Gouiri, born near Lyon in France and capped by his native country at most age-group levels before committing to the Algeria of his heritage, has made an even more emphatic start to his OM career.
The 25-year-old, far from finding the Marseille number nine shirt a burden as some in the past have, had spent just three minutes parading it on the Velodrome pitch when, off the bench for his debut, he registered his first assist for OM, setting up a Mason Greenwood equaliser on the way to a 3-2 Marseille win over Olympique Lyonnais.
On his first OM start, at Angers, he set up both goals in a 2-0 win. His full home debut featured two Gouiri goals in a comfortable victory over Saint-Etienne. His next OM goal broke a stubborn deadlock in the 2-0 win against Nantes.
It all meant Gouiri being given the Ligue 1 Player of the Month award for February, ahead of the in-form PSG players Ousmane Dembele and Achraf Hakimi.

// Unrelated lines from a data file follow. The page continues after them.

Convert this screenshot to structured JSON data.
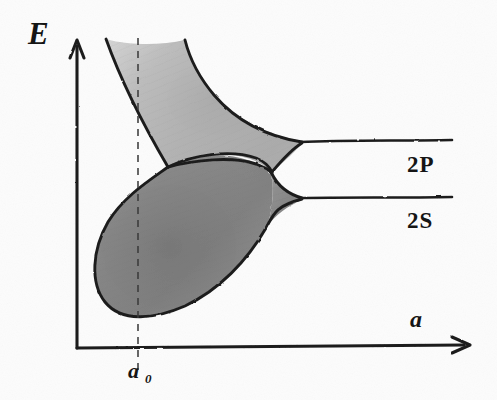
{
  "figure": {
    "kind": "hand-drawn-pencil-sketch",
    "background_color": "#fcfcfc",
    "ink_color": "#1d1d1d"
  },
  "axes": {
    "y_label": "E",
    "x_label": "a",
    "tick_label_main": "a",
    "tick_label_sub": "0",
    "origin_x": 77,
    "origin_y": 348,
    "y_top": 38,
    "x_right": 470
  },
  "levels": [
    {
      "id": "upper",
      "label": "2P",
      "y": 143,
      "x_start": 300,
      "x_end": 452
    },
    {
      "id": "lower",
      "label": "2S",
      "y": 199,
      "x_start": 300,
      "x_end": 452
    }
  ],
  "marker": {
    "name": "equilibrium-spacing",
    "x": 138,
    "y_top": 38,
    "y_bottom": 372,
    "label": "a0"
  },
  "bands": [
    {
      "id": "upper-band",
      "level": "2P",
      "fill": "#c2c2c2",
      "description": "Upper shaded band widening toward small interatomic distance"
    },
    {
      "id": "lower-band",
      "level": "2S",
      "fill": "#8d8d8d",
      "description": "Lower shaded lobe widening toward small interatomic distance"
    }
  ],
  "shading": {
    "upper_light": "#c8c8c8",
    "upper_mid": "#b4b4b4",
    "lower_mid": "#929292",
    "lower_dark": "#7b7b7b"
  },
  "annotations": {
    "cusp_x": 272,
    "cusp_y": 172,
    "notch_x": 168,
    "notch_y": 167
  }
}
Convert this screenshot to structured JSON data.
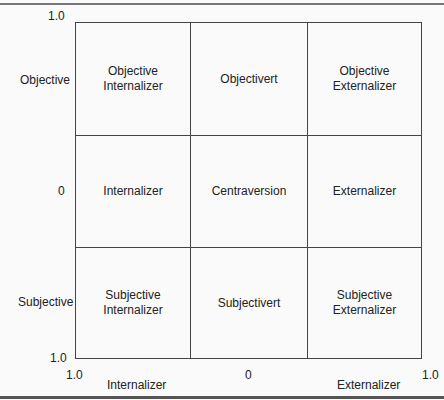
{
  "diagram": {
    "y_axis": {
      "top_tick": "1.0",
      "bottom_tick": "1.0",
      "labels": [
        "Objective",
        "0",
        "Subjective"
      ]
    },
    "x_axis": {
      "left_tick": "1.0",
      "center_tick": "0",
      "right_tick": "1.0",
      "left_label": "Internalizer",
      "right_label": "Externalizer"
    },
    "cells": [
      {
        "line1": "Objective",
        "line2": "Internalizer"
      },
      {
        "line1": "Objectivert",
        "line2": ""
      },
      {
        "line1": "Objective",
        "line2": "Externalizer"
      },
      {
        "line1": "Internalizer",
        "line2": ""
      },
      {
        "line1": "Centraversion",
        "line2": ""
      },
      {
        "line1": "Externalizer",
        "line2": ""
      },
      {
        "line1": "Subjective",
        "line2": "Internalizer"
      },
      {
        "line1": "Subjectivert",
        "line2": ""
      },
      {
        "line1": "Subjective",
        "line2": "Externalizer"
      }
    ]
  }
}
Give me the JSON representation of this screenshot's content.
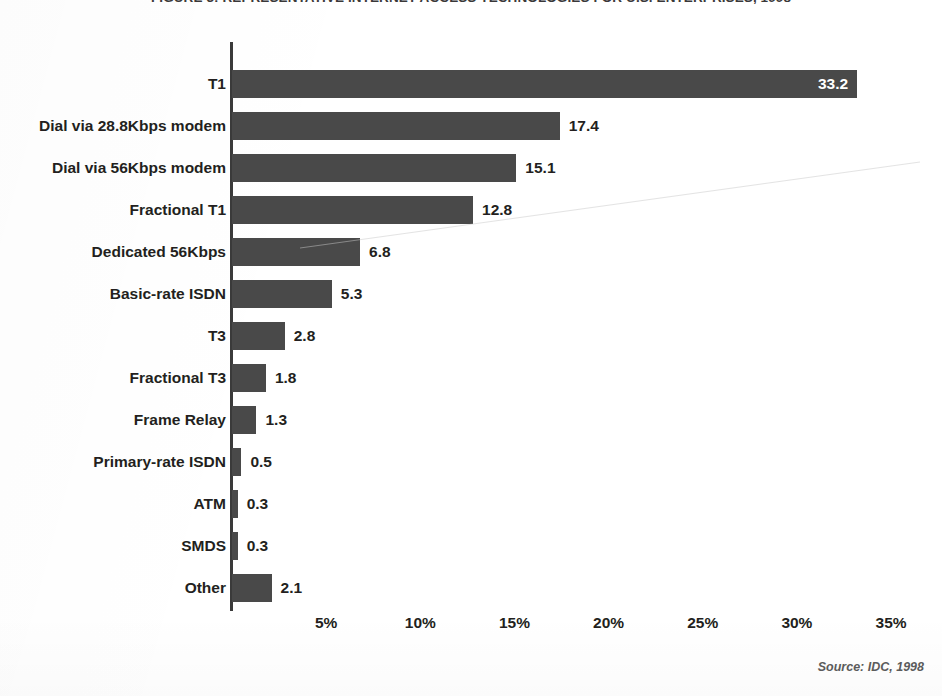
{
  "figure": {
    "title": "FIGURE 3: REPRESENTATIVE INTERNET ACCESS TECHNOLOGIES FOR U.S. ENTERPRISES, 1998",
    "source_note": "Source: IDC, 1998"
  },
  "chart_data": {
    "type": "bar",
    "orientation": "horizontal",
    "title": "FIGURE 3: REPRESENTATIVE INTERNET ACCESS TECHNOLOGIES FOR U.S. ENTERPRISES, 1998",
    "xlabel": "",
    "ylabel": "",
    "xlim": [
      0,
      35
    ],
    "x_tick_labels": [
      "5%",
      "10%",
      "15%",
      "20%",
      "25%",
      "30%",
      "35%"
    ],
    "x_tick_values": [
      5,
      10,
      15,
      20,
      25,
      30,
      35
    ],
    "grid": false,
    "legend": null,
    "bar_color": "#494949",
    "categories": [
      "T1",
      "Dial via 28.8Kbps modem",
      "Dial via 56Kbps modem",
      "Fractional T1",
      "Dedicated 56Kbps",
      "Basic-rate ISDN",
      "T3",
      "Fractional T3",
      "Frame Relay",
      "Primary-rate ISDN",
      "ATM",
      "SMDS",
      "Other"
    ],
    "values": [
      33.2,
      17.4,
      15.1,
      12.8,
      6.8,
      5.3,
      2.8,
      1.8,
      1.3,
      0.5,
      0.3,
      0.3,
      2.1
    ],
    "value_labels": [
      "33.2",
      "17.4",
      "15.1",
      "12.8",
      "6.8",
      "5.3",
      "2.8",
      "1.8",
      "1.3",
      "0.5",
      "0.3",
      "0.3",
      "2.1"
    ],
    "value_label_placement": [
      "inside",
      "outside",
      "outside",
      "outside",
      "outside",
      "outside",
      "outside",
      "outside",
      "outside",
      "outside",
      "outside",
      "outside",
      "outside"
    ]
  }
}
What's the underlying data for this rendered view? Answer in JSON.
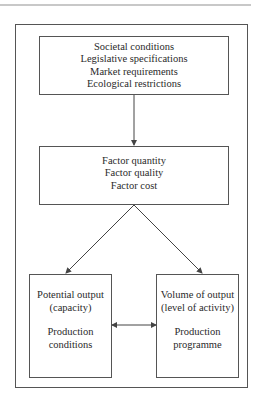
{
  "diagram": {
    "top_box": {
      "lines": [
        "Societal conditions",
        "Legislative specifications",
        "Market requirements",
        "Ecological restrictions"
      ]
    },
    "middle_box": {
      "lines": [
        "Factor quantity",
        "Factor quality",
        "Factor cost"
      ]
    },
    "left_box": {
      "title_lines": [
        "Potential output",
        "(capacity)"
      ],
      "sub_lines": [
        "Production",
        "conditions"
      ]
    },
    "right_box": {
      "title_lines": [
        "Volume of output",
        "(level of activity)"
      ],
      "sub_lines": [
        "Production",
        "programme"
      ]
    },
    "connections": [
      {
        "from": "top_box",
        "to": "middle_box",
        "type": "arrow"
      },
      {
        "from": "middle_box",
        "to": "left_box",
        "type": "arrow"
      },
      {
        "from": "middle_box",
        "to": "right_box",
        "type": "arrow"
      },
      {
        "from": "left_box",
        "to": "right_box",
        "type": "double-arrow"
      }
    ],
    "colors": {
      "line": "#555555",
      "text": "#2a2a2a",
      "rule": "#c8c8c8"
    }
  }
}
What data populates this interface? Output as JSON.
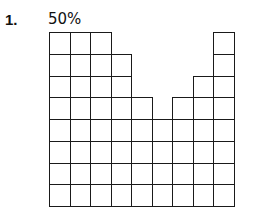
{
  "problem": {
    "number": "1.",
    "percent_label": "50%"
  },
  "figure": {
    "rows": 8,
    "columns": 9,
    "column_heights": [
      8,
      8,
      8,
      7,
      5,
      4,
      5,
      6,
      8
    ],
    "line_color": "#1a1a1a"
  }
}
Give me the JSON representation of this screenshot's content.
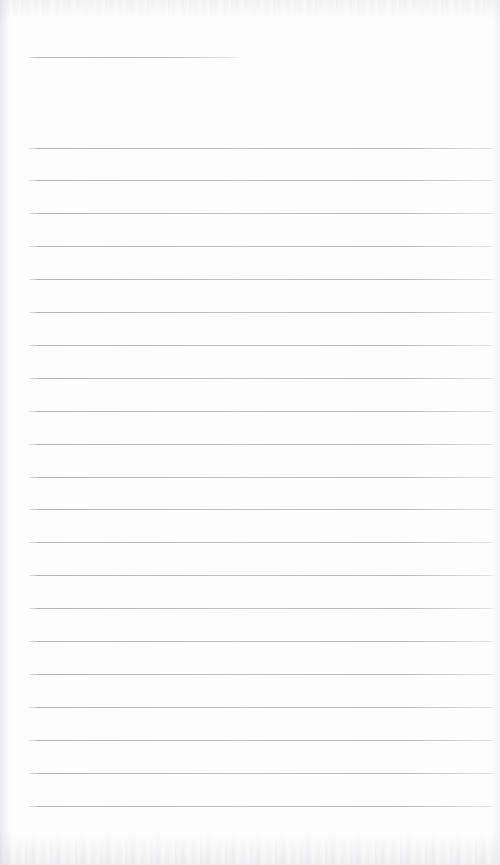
{
  "document": {
    "type": "scanned-lined-notebook-page",
    "title": "",
    "description": "Blank scanned ruled notebook page",
    "width": 500,
    "height": 865,
    "background_color": "#fdfdfe",
    "rule_color": "#babec2",
    "content_text": ""
  },
  "ruling": {
    "left_margin_x": 29,
    "right_margin_x": 496,
    "line_spacing": 32.9,
    "line_thickness": 1,
    "first_line_y": 57,
    "last_line_y": 805,
    "total_rules": 22,
    "header_rule": {
      "label": "header-rule",
      "y": 57,
      "x_start": 29,
      "x_end": 242,
      "width": 213,
      "full_width": false
    },
    "body_rules": [
      {
        "label": "rule-1",
        "y": 147.5,
        "x_start": 29,
        "x_end": 496
      },
      {
        "label": "rule-2",
        "y": 180.4,
        "x_start": 29,
        "x_end": 496
      },
      {
        "label": "rule-3",
        "y": 213.3,
        "x_start": 29,
        "x_end": 496
      },
      {
        "label": "rule-4",
        "y": 246.2,
        "x_start": 29,
        "x_end": 496
      },
      {
        "label": "rule-5",
        "y": 279.1,
        "x_start": 29,
        "x_end": 496
      },
      {
        "label": "rule-6",
        "y": 312.0,
        "x_start": 29,
        "x_end": 496
      },
      {
        "label": "rule-7",
        "y": 344.9,
        "x_start": 29,
        "x_end": 496
      },
      {
        "label": "rule-8",
        "y": 377.8,
        "x_start": 29,
        "x_end": 496
      },
      {
        "label": "rule-9",
        "y": 410.7,
        "x_start": 29,
        "x_end": 496
      },
      {
        "label": "rule-10",
        "y": 443.6,
        "x_start": 29,
        "x_end": 496
      },
      {
        "label": "rule-11",
        "y": 476.5,
        "x_start": 29,
        "x_end": 496
      },
      {
        "label": "rule-12",
        "y": 509.4,
        "x_start": 29,
        "x_end": 496
      },
      {
        "label": "rule-13",
        "y": 542.3,
        "x_start": 29,
        "x_end": 496
      },
      {
        "label": "rule-14",
        "y": 575.2,
        "x_start": 29,
        "x_end": 496
      },
      {
        "label": "rule-15",
        "y": 608.1,
        "x_start": 29,
        "x_end": 496
      },
      {
        "label": "rule-16",
        "y": 641.0,
        "x_start": 29,
        "x_end": 496
      },
      {
        "label": "rule-17",
        "y": 673.9,
        "x_start": 29,
        "x_end": 496
      },
      {
        "label": "rule-18",
        "y": 706.8,
        "x_start": 29,
        "x_end": 496
      },
      {
        "label": "rule-19",
        "y": 739.7,
        "x_start": 29,
        "x_end": 496
      },
      {
        "label": "rule-20",
        "y": 772.6,
        "x_start": 29,
        "x_end": 496
      },
      {
        "label": "rule-21",
        "y": 805.5,
        "x_start": 29,
        "x_end": 496
      }
    ]
  }
}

It is to Paris that OM go this weekend, for the meeting of the league’s top clubs. PSG – fresh from eliminating Liverpool from the Uefa Champions League – and their nearest chasers, Marseille – although the gap at the top is so wide, at 16 points with nine fixtures left, that nobody imagines Paris not finishing the season with their fourth successive Ligue 1 title.
What counts for OM is re-establishing themselves, medium-term, as PSG’s leading challenger within France. And PSG-Marseille is the country’s biggest fixture.
It will be shown live in various cinemas around France on Sunday evening. And in Algeria, across the water from Marseille, interest will likely spike higher than usual – because of the two star Fennecs playing in their first ever ‘classique’.